It’s not easy being a father nowadays, as you can tell from the question in the heading.
Canadian researchers and authors Paul Nathanson and Katherine K. Young have written about the persistant anti-male bias in the media, in their two books Spreading Misandry and Legalizing Misandry (you can read a short summary of their work on Wikipedia). Fathers are an important subgroup of men that are under attack in the media. Directly or indirectly, they are portrayed as:
- Wife beaters
- Child abusers
- Child molesters
Furthermore, we hear a lot about deadbeat dads in the media (i.e. dads who are avoiding paying child support), but hardly anything about all the men who desperately want to see their children but who have been denied any kind of custody.
Something we almost never hear about are the specific benefits that fathers can bring to their children, even though fathers keep young men away from crimes and a range of other psychosocial problems.
Can this really be true, that fathers have a vital protective effect on their children that their mother cannot replace on her own?
In the book The Case for Marriage, the authors review the available evidence about single parent households (i.e. fatherless families) and conclude that these children are more likely:
- To be poor
- To have health problems
- To have psychological disorders
- To commit crimes
- To exhibit conduct disorders (other than crime)
- To have poorer relationships with their family and peers
- To get fewer years of education
This list holds true even when controlling for parents’ race, income and socioeconomic status.
Other research (Harper and McLanahan, 1998) has shown that boys living without their biological fathers are twice as likely to have spent time in jail. These results also hold up after controlling for race, income and parents’ education. Having a stepfather, however, does not decrease incarceration rates – the protective effect comes from a biological dad alone (though one can suspect that a committed father of an adopted son will have the same positive effect).
In his book Fatherless America, sociologist David Blankenhorn states that:
“Despite the difficulty of proving causation in social sciences, the wealth of evidence increasingly supports the conclusion that fatherlessness is a primary generator of violence among young men.”
Swedish studies (Weitoft, Hjern, et al, 2002) have found that children of single parents are twice as likely to develop a psychiatric disease, to attempt suicide or to have an alcohol-related disease.
The conclusion of all these books and studies can only be one: the status of fatherhood needs to be upgraded immediately. The available research clearly demonstrates that growing up without your father puts a child at a real disadvantage in a host of ways.
Courts who routinely award sole custody to the mother “in the best interest†of the child, are out of touch with reality and have likely been influenced by the political ideology of feminism rather than the available evidence on the benefits of growing up with a father. Shared custody needs to become the default ruling in all custody cases that go to court, unless one parent is obviously unfit to raise a child (eg. drug addicts, convicted sex criminals, proven abusers, etc).
Furthermore, parents need to start cooperating after a divorce, instead of using the children as a bargaining tool. Children are not a way to extort more money from your spouse after a divorce, nor are they a tool to feel good about yourself. All parents owe it to themselves and to their children to live close to each other after a divorce, so that shared custody can be practically implemented and so that the children can stay close to both parents.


How to complete this task: Copy out, from the entries below, each line that holds the string "year".

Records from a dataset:
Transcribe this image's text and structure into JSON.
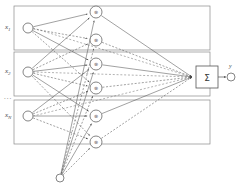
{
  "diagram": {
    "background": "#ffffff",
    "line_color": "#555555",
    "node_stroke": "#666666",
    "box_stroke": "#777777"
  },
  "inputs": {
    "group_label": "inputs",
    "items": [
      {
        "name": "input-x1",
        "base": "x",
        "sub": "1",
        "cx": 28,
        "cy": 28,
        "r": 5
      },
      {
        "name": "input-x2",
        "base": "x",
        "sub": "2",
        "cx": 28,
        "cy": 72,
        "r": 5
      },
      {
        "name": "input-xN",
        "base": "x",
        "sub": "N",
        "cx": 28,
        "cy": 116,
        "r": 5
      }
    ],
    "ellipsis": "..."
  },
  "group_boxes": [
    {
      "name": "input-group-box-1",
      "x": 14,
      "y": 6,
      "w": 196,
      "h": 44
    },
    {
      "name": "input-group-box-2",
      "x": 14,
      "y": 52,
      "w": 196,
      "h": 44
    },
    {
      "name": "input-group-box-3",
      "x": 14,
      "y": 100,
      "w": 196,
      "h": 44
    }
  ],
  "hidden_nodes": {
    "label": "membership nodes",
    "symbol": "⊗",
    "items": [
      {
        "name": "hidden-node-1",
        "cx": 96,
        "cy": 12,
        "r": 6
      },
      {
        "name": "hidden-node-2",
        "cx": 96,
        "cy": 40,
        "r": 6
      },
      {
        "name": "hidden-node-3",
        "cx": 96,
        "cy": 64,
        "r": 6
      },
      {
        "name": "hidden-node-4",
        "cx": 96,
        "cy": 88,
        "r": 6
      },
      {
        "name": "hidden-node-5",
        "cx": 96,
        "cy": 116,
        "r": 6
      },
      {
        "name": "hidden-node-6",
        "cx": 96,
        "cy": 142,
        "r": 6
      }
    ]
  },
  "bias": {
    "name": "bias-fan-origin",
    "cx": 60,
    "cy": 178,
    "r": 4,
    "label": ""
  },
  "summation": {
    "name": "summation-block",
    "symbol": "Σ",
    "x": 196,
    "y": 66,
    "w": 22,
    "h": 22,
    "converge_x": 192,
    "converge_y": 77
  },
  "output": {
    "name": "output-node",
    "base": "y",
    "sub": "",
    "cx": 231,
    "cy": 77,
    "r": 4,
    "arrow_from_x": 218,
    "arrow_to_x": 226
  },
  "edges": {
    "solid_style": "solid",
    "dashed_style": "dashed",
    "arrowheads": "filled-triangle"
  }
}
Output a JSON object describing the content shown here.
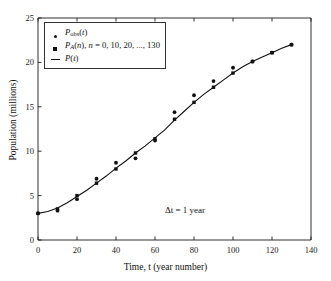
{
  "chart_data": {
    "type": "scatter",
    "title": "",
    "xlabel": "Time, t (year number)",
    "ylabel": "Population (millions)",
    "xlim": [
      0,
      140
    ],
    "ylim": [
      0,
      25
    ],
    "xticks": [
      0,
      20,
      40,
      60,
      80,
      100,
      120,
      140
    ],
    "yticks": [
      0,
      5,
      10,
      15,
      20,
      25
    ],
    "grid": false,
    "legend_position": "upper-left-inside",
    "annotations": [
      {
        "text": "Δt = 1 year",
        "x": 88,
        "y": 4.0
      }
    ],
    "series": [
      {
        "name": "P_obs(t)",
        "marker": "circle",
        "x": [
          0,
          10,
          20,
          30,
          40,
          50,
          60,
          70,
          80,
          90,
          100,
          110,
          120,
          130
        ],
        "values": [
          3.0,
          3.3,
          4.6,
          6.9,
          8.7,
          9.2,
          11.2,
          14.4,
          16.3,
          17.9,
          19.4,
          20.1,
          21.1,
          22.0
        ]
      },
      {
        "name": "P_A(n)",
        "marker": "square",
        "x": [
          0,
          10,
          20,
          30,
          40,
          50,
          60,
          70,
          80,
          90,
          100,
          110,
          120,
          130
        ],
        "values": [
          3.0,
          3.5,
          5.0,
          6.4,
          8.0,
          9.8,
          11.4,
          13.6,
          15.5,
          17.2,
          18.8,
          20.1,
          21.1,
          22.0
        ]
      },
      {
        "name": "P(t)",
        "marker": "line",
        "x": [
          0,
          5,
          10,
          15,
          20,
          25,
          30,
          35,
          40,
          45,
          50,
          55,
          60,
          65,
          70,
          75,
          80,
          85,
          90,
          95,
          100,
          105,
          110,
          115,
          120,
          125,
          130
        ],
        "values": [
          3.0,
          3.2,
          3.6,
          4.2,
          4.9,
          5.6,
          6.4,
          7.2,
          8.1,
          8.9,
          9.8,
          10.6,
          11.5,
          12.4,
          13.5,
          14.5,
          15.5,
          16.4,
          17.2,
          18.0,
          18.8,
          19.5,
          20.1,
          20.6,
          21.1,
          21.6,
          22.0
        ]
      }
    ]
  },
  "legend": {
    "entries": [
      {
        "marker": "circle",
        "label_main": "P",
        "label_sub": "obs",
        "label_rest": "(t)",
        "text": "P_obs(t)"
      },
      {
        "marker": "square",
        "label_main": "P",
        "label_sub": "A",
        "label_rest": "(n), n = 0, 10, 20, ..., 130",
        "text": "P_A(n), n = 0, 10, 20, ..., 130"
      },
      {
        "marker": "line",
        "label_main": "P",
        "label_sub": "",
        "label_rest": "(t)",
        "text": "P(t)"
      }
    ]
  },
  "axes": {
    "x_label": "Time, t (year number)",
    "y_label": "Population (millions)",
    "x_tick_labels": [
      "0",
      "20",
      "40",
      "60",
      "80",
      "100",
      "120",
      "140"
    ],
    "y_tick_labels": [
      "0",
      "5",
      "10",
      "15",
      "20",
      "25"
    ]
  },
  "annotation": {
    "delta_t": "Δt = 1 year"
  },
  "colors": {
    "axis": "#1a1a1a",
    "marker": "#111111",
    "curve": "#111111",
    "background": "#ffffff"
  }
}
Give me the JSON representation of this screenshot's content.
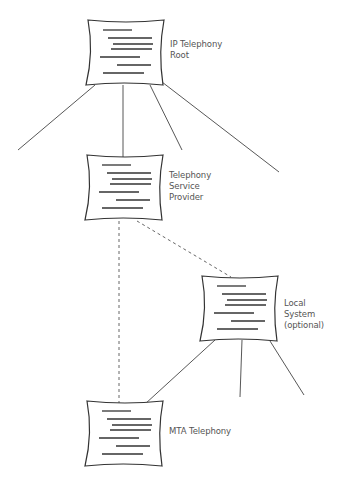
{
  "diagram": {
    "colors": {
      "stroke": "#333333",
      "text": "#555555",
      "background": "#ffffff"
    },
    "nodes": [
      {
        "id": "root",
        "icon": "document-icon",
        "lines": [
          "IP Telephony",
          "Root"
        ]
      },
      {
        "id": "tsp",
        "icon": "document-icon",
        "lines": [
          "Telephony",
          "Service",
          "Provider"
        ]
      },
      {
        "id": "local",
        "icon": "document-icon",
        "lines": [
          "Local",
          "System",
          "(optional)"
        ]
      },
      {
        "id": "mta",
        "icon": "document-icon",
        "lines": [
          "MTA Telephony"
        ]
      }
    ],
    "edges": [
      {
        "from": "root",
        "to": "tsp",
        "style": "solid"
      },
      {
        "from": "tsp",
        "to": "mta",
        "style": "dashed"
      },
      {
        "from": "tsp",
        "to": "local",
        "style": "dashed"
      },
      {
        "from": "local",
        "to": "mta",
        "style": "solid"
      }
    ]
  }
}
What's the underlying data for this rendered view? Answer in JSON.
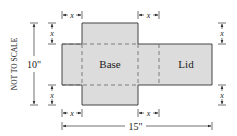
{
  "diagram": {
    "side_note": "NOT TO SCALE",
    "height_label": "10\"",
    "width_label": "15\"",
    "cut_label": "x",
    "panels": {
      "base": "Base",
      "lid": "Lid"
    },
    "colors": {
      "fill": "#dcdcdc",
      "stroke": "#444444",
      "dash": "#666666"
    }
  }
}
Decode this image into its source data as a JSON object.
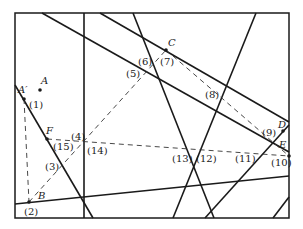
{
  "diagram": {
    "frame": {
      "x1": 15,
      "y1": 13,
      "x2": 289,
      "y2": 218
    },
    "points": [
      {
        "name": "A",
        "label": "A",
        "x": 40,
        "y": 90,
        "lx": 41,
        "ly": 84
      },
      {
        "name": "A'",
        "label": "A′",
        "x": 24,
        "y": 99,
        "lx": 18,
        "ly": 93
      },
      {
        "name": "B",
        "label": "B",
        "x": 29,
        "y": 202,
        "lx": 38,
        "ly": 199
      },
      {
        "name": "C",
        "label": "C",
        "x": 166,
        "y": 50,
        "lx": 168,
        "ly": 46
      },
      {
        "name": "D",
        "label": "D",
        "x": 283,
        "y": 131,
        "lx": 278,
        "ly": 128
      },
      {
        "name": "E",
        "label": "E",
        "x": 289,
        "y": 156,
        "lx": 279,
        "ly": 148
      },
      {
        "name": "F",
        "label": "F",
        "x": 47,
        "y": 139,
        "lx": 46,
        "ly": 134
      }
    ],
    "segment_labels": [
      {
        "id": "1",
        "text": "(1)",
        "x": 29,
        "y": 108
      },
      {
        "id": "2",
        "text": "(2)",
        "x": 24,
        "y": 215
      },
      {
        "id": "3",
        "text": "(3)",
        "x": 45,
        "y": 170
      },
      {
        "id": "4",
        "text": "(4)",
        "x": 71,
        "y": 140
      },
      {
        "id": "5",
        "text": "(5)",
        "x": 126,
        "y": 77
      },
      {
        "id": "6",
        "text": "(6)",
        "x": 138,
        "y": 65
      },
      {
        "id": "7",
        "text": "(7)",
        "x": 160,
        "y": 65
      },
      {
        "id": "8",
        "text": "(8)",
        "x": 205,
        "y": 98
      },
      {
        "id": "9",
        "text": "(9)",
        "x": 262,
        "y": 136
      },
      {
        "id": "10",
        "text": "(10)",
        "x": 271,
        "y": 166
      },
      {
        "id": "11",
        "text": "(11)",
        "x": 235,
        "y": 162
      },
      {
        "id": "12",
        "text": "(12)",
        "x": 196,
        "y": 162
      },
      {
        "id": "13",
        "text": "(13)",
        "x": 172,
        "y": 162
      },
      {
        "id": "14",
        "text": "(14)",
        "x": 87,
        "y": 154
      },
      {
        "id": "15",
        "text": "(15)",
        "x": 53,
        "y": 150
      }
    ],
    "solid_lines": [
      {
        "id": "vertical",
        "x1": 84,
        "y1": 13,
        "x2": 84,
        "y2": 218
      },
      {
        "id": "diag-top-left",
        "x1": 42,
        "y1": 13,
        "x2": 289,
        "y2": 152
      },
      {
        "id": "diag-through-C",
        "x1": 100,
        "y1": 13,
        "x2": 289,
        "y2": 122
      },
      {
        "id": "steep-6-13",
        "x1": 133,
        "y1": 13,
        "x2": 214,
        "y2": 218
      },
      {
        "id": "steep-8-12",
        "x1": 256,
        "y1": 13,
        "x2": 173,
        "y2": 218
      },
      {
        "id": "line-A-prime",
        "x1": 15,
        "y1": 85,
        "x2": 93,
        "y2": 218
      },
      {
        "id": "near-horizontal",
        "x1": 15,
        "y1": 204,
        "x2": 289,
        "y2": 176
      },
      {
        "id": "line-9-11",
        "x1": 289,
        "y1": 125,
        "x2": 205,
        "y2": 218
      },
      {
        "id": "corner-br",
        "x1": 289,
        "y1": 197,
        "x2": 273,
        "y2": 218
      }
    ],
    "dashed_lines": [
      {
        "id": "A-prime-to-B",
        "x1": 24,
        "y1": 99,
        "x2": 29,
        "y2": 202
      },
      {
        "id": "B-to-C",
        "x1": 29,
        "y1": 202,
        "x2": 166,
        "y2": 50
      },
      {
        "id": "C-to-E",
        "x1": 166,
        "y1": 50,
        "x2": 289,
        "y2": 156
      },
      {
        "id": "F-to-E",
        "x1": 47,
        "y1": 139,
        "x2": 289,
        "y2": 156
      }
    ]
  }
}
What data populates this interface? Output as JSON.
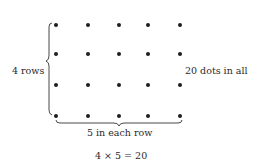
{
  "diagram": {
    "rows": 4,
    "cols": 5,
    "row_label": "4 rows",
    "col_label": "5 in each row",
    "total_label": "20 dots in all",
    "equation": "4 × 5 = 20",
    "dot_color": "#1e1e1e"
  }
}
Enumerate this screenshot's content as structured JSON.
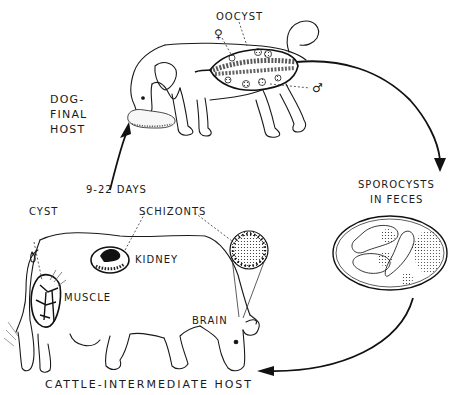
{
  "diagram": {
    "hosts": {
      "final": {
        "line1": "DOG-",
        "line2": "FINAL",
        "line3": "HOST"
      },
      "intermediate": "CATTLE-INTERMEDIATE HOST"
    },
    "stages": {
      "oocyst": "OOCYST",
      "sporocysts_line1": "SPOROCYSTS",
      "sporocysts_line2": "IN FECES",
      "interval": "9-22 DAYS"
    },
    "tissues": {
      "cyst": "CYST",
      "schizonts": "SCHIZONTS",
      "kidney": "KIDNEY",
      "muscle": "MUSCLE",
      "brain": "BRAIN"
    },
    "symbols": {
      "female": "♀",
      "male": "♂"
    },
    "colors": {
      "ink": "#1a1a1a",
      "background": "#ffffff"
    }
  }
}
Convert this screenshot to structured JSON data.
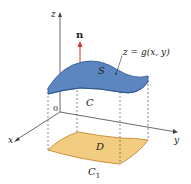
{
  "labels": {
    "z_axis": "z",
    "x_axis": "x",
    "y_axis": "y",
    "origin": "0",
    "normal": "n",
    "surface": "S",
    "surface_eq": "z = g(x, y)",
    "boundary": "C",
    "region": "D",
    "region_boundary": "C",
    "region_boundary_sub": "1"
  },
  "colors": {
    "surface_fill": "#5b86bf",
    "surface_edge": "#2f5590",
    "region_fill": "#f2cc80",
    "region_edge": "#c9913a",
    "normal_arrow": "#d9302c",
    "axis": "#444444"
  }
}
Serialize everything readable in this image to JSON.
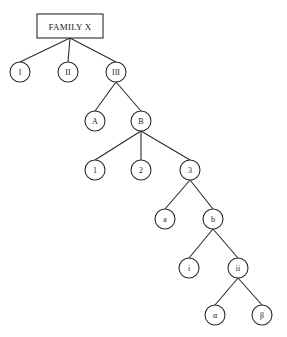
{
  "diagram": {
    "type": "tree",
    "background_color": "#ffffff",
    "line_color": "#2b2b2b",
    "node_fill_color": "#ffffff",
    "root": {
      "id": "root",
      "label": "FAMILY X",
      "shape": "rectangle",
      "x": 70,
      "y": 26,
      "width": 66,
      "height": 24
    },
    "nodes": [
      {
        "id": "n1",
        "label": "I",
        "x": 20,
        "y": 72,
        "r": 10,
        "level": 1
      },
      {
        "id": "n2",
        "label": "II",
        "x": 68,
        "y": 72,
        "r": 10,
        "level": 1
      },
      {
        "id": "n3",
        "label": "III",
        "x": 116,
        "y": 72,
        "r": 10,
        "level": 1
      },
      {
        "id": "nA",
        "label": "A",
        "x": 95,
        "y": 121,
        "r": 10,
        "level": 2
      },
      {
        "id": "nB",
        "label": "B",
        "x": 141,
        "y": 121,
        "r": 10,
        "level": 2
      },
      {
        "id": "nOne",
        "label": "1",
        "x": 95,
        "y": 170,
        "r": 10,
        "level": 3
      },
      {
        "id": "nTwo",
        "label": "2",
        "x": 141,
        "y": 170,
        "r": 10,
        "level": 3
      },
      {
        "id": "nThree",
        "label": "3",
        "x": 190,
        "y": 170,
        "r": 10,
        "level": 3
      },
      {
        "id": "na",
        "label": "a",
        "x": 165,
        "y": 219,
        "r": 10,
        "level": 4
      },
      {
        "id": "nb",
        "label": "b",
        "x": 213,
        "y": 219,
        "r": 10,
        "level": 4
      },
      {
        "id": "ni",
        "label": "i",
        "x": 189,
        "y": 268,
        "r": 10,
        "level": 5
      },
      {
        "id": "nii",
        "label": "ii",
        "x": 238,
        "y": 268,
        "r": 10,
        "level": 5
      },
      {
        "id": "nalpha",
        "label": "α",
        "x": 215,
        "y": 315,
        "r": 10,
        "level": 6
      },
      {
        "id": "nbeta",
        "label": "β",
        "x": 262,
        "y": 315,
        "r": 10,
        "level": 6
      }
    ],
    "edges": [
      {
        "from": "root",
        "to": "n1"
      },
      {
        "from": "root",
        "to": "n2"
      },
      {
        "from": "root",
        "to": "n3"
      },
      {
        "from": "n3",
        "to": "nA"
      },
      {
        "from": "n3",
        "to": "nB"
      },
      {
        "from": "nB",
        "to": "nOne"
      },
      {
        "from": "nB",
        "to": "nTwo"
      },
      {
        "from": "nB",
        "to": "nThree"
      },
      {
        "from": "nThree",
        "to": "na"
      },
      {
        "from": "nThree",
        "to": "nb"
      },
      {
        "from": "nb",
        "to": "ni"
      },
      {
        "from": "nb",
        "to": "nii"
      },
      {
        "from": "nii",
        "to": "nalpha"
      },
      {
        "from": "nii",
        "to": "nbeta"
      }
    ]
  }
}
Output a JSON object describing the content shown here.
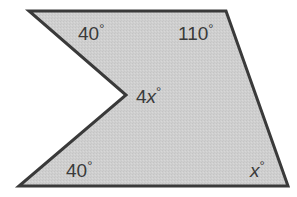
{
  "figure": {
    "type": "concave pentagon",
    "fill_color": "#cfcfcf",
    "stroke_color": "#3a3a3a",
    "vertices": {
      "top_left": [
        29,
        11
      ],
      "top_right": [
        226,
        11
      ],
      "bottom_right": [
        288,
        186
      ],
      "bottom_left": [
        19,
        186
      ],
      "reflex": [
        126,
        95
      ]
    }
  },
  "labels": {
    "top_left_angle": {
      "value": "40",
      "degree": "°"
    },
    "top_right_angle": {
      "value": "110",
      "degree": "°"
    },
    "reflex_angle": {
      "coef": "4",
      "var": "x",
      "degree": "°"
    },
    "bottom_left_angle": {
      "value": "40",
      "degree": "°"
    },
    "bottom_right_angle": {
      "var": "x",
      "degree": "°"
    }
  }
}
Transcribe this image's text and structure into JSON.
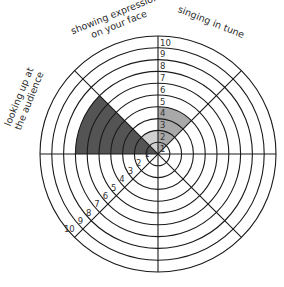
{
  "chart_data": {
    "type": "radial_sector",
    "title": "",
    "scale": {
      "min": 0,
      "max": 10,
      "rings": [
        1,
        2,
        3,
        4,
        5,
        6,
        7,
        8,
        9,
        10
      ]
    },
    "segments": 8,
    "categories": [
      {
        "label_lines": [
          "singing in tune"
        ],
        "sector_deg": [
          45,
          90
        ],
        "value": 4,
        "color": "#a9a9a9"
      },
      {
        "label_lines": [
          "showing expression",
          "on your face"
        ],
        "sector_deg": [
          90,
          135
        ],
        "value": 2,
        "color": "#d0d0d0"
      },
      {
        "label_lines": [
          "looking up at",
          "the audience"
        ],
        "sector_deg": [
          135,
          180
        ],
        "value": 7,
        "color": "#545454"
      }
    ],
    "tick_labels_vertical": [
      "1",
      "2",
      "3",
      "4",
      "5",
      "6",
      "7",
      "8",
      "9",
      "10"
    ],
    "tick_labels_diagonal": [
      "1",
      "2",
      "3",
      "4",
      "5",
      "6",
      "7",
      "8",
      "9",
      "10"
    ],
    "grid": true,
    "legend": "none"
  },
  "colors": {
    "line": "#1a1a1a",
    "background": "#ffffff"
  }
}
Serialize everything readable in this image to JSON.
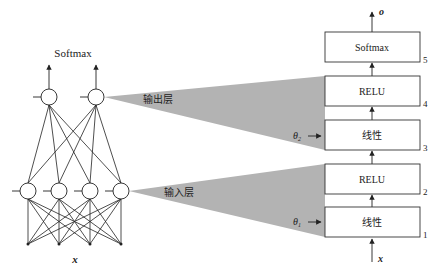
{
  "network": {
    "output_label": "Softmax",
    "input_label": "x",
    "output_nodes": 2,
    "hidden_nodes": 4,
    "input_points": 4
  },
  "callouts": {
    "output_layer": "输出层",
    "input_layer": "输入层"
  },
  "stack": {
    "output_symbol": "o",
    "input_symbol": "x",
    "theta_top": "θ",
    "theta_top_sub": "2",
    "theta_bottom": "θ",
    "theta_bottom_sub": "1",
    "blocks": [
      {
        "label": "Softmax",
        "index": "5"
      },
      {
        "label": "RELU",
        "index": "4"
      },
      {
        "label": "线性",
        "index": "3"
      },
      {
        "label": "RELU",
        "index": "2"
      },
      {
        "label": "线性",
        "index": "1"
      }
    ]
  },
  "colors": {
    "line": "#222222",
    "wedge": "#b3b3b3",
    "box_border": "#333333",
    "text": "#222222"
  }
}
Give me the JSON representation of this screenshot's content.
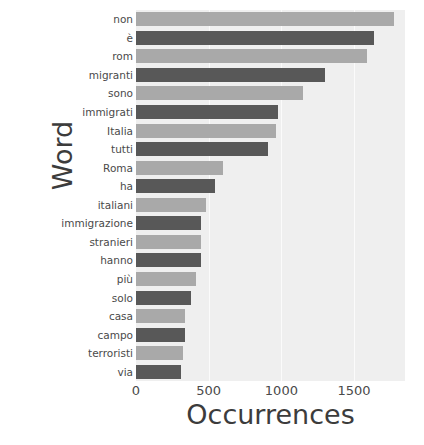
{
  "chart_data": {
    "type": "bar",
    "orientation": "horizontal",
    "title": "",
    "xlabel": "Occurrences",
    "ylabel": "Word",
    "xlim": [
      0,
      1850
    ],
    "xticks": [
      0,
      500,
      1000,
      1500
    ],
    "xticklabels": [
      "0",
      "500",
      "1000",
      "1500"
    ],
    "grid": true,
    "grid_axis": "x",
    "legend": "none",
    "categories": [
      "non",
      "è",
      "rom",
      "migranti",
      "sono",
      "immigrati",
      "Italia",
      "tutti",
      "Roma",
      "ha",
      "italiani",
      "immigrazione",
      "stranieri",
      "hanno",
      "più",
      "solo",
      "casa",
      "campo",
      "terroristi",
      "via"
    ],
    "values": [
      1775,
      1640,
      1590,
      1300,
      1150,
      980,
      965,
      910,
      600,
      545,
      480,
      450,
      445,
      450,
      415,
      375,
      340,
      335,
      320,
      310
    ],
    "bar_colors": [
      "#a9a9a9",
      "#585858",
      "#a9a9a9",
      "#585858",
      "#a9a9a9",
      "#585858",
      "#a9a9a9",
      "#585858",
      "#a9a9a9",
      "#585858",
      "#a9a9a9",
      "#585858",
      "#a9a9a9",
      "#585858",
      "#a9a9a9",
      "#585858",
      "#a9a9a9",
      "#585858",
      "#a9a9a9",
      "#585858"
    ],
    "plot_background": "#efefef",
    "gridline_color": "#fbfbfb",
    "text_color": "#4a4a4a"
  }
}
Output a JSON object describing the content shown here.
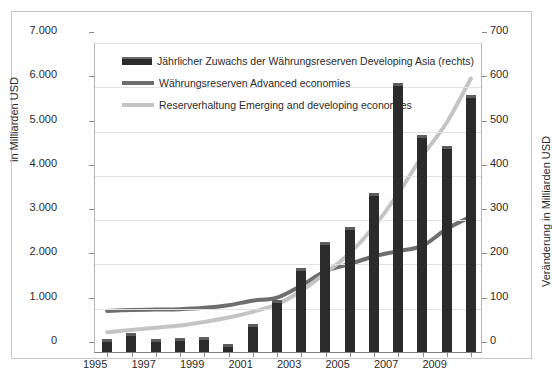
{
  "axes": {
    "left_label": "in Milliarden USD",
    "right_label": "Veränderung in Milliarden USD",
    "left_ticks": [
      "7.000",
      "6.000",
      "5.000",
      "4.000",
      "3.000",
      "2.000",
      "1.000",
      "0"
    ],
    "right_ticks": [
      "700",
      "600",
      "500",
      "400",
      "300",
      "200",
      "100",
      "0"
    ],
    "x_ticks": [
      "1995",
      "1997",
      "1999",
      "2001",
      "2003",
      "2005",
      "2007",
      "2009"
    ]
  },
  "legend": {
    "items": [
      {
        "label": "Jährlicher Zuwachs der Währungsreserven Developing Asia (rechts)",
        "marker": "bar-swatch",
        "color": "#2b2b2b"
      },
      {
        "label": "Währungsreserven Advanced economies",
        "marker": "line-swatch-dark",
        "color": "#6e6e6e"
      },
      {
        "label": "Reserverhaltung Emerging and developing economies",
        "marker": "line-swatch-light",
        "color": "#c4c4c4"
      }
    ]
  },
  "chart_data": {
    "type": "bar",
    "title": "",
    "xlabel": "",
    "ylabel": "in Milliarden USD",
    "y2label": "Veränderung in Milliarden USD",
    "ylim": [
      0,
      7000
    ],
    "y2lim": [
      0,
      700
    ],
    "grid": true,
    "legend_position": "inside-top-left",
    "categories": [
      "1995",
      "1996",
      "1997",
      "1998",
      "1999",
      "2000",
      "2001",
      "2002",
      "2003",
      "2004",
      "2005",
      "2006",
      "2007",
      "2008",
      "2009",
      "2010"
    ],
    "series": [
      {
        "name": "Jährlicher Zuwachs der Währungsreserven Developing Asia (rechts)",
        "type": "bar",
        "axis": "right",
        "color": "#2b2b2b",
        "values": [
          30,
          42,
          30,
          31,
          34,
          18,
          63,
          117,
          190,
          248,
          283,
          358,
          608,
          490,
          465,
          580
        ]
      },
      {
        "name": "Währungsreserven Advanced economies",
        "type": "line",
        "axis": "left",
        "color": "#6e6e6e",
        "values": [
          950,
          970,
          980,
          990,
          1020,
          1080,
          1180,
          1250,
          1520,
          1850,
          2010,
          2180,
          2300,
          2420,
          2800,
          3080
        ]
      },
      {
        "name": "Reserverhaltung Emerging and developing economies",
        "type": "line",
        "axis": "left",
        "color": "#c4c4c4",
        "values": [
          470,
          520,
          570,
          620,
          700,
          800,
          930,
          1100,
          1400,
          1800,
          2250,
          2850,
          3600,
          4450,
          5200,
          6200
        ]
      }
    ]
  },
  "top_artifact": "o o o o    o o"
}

Expected answer:
    "xlabel": "Time, t (year number)",
        "text": "Δt = 1 year",
    "x_label": "Time, t (year number)",
    "delta_t": "Δt = 1 year"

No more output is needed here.